As relatively painless as BBEdit’s function makes the task, it’s not really perfectly suited to what I need. It’s more aimed at eliminating the beasts than examining them. Whereas I want as much information as I can get about them, so I can effectively communicate to the user (and also so I can catalog what types of characters users are running into trouble with).

Thanks to AppleScript support for the Zap Gremlins function, I was able to whip up a pretty handy script to streamline this operation. Find Gremlins takes the text contents of the clipboard, runs Zap Gremlins on it to find the gremlins, and then displays a summary of what it knows about them.

It gives me all the details I would normally have to work hard to figure out. What is the character? Where is it exactly, and most importantly of all, shows the character in context, replaced by a bullet for easy visibility. Although adding the text to a BBEdit document and manually examining the gremlins wasn’t too much of a time waster, it was still a bit boring and tedious.

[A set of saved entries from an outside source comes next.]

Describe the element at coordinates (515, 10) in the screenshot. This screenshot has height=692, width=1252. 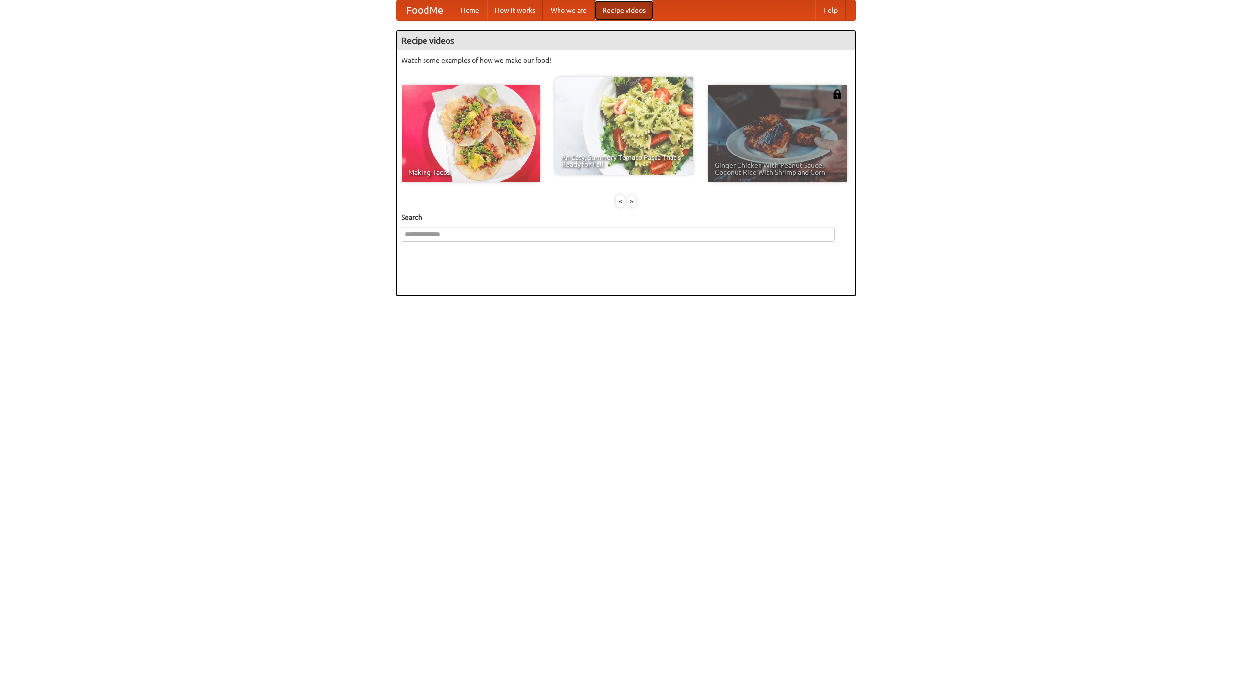
I see `a: How it works` at that location. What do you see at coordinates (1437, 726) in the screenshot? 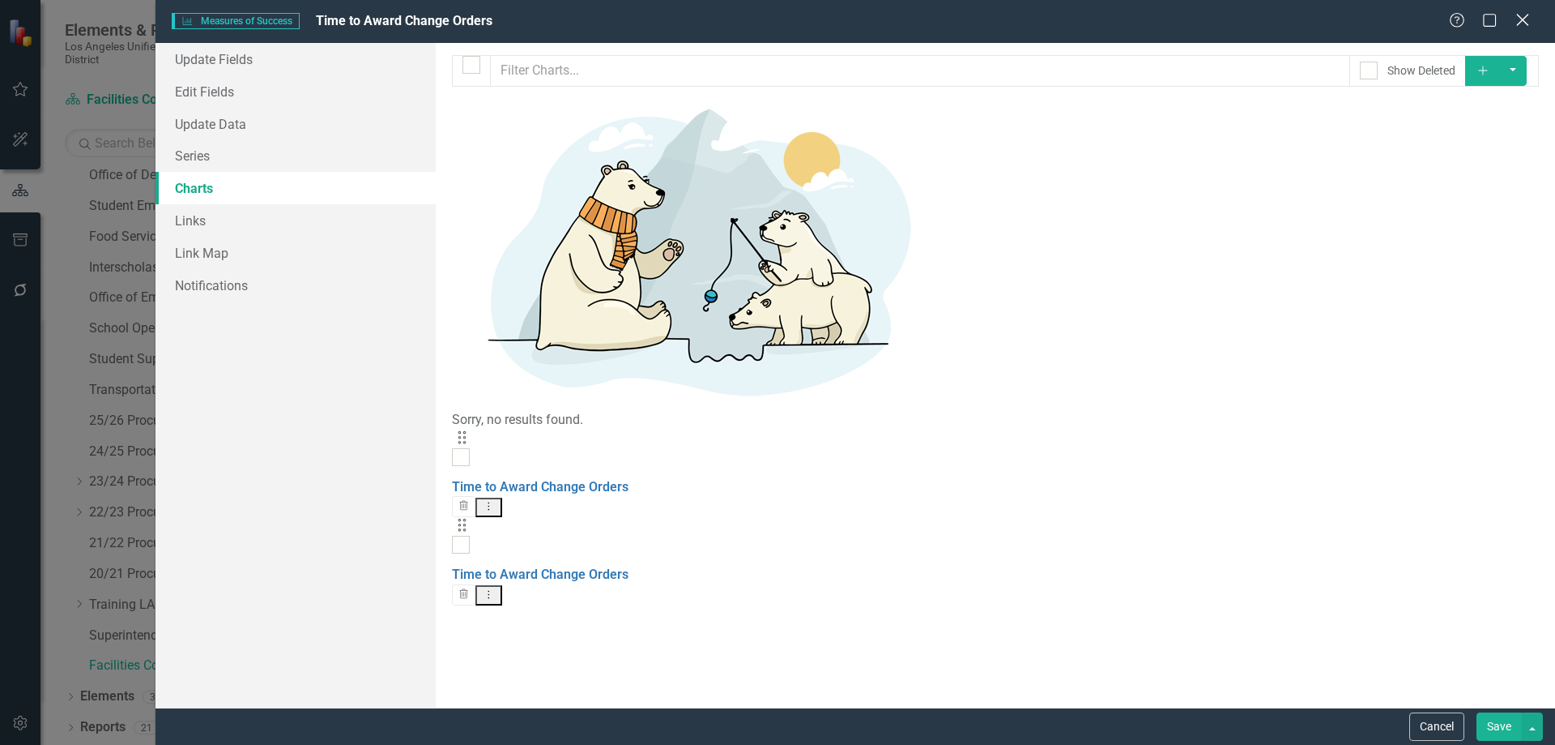
I see `button: Cancel` at bounding box center [1437, 726].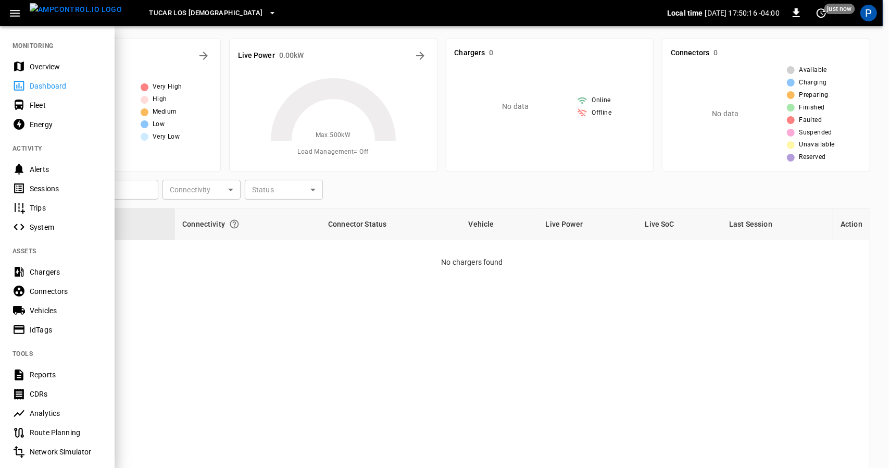  What do you see at coordinates (66, 227) in the screenshot?
I see `div: System` at bounding box center [66, 227].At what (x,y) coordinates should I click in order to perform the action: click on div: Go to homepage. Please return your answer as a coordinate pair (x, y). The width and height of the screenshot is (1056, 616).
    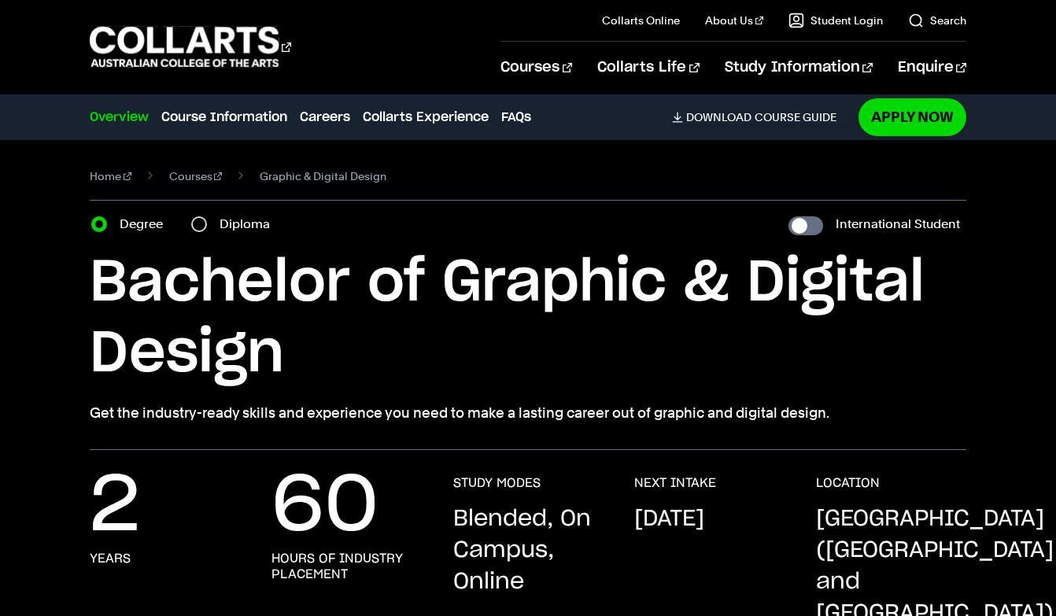
    Looking at the image, I should click on (190, 46).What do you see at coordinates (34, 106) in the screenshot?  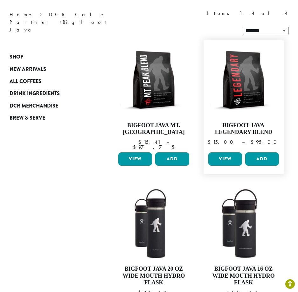 I see `span: DCR Merchandise` at bounding box center [34, 106].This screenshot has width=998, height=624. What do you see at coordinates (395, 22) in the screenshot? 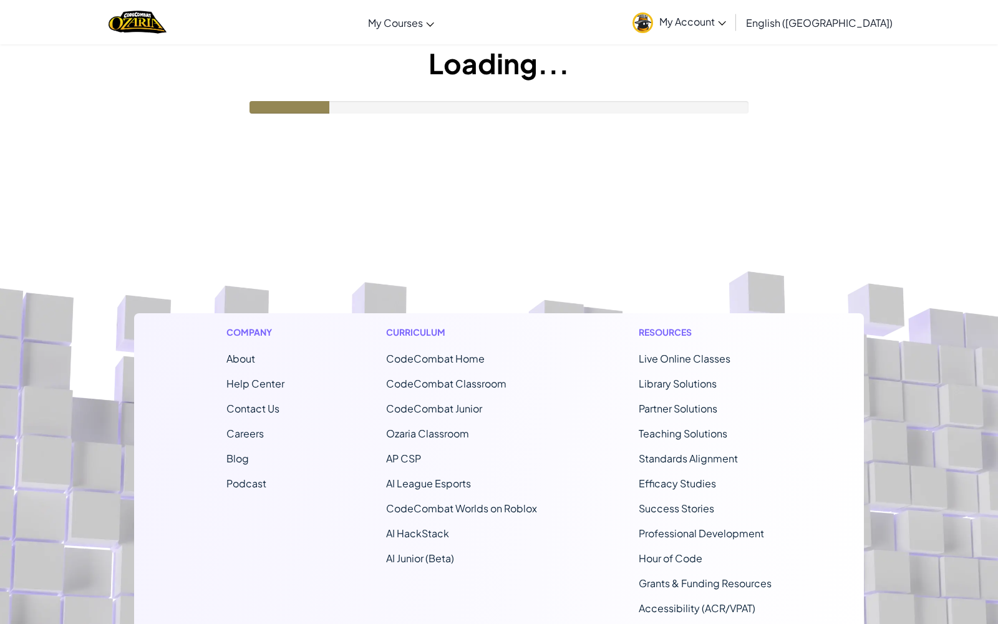
I see `span: My Courses` at bounding box center [395, 22].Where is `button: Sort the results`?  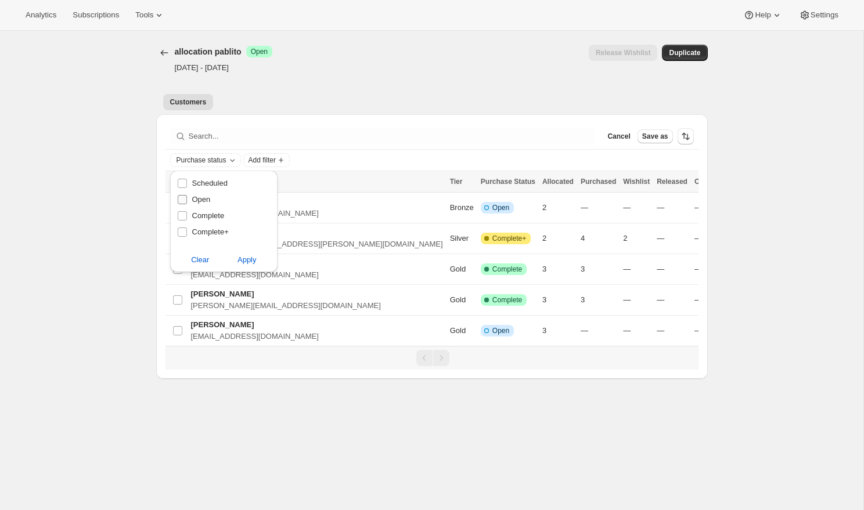 button: Sort the results is located at coordinates (686, 136).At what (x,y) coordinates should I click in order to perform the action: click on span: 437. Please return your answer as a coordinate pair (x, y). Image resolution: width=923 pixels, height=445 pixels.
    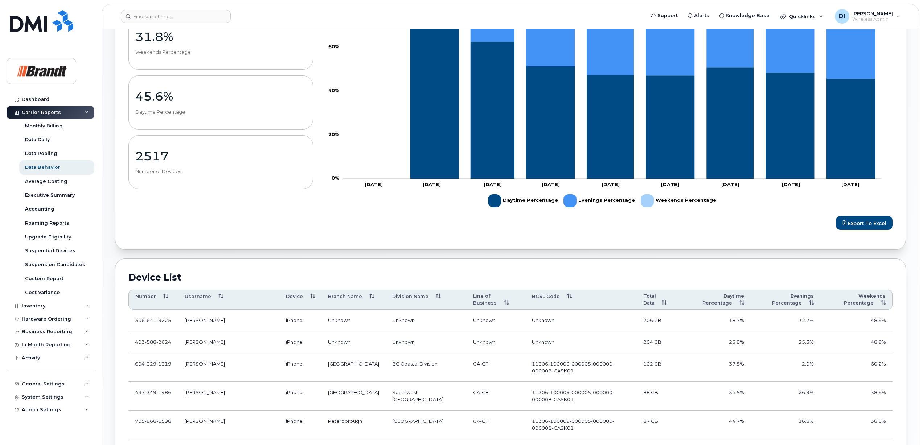
    Looking at the image, I should click on (153, 392).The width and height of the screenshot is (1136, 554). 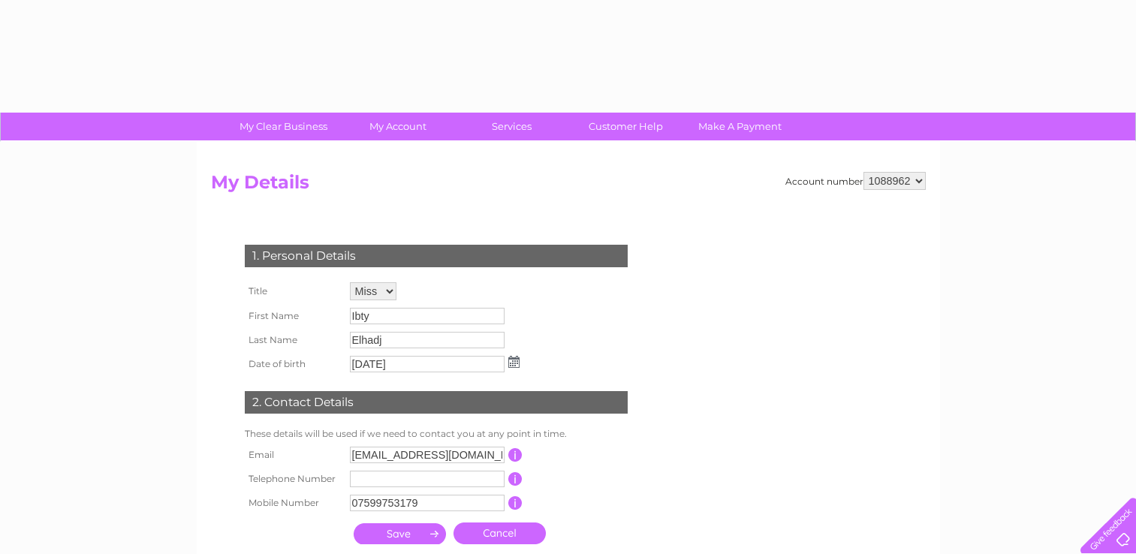 I want to click on th: Telephone Number, so click(x=294, y=479).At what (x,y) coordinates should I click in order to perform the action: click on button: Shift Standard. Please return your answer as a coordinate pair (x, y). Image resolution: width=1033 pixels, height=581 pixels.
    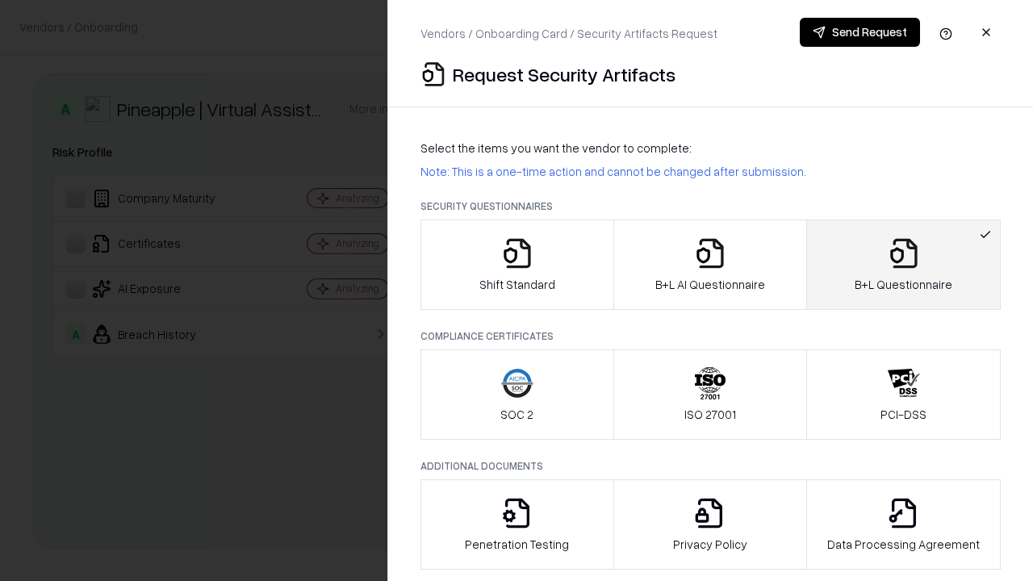
    Looking at the image, I should click on (518, 265).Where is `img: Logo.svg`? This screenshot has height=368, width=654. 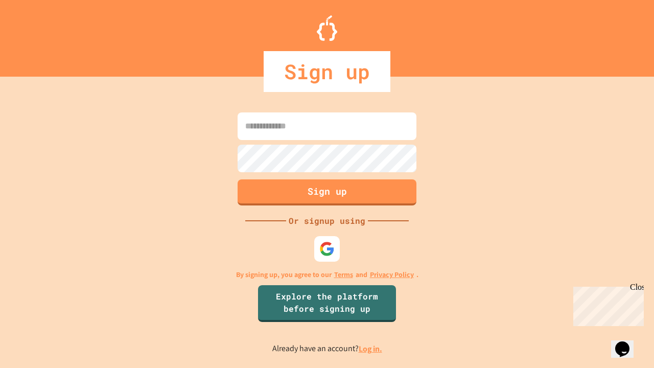 img: Logo.svg is located at coordinates (327, 28).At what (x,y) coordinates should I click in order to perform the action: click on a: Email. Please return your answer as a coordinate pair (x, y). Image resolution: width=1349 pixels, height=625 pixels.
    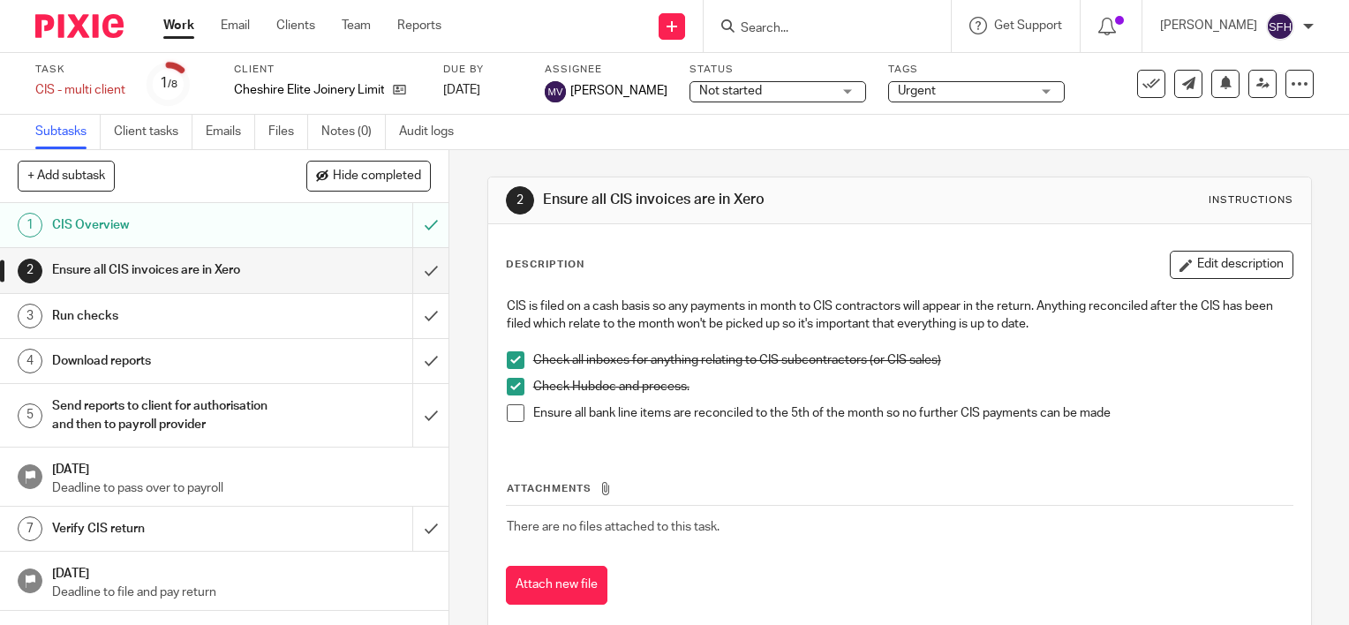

I realize finding gremlins in the clipboard text will be useful to approximately 0% of you, but I thought it was a good opportunity to demonstrate how AppleScript support for the features of an application can turn out to serve incredibly particular needs. Thanks, Bare Bones! Zap Gremlins is saving me time, and helping me get my customers back to blogging in comfort.

Update: Thanks to reader Daniel Blanken who noticed a bug in the script that prevented it from finding gremlins very close to the beginning or ends of the selected text. I’ve updated the script with his fixes.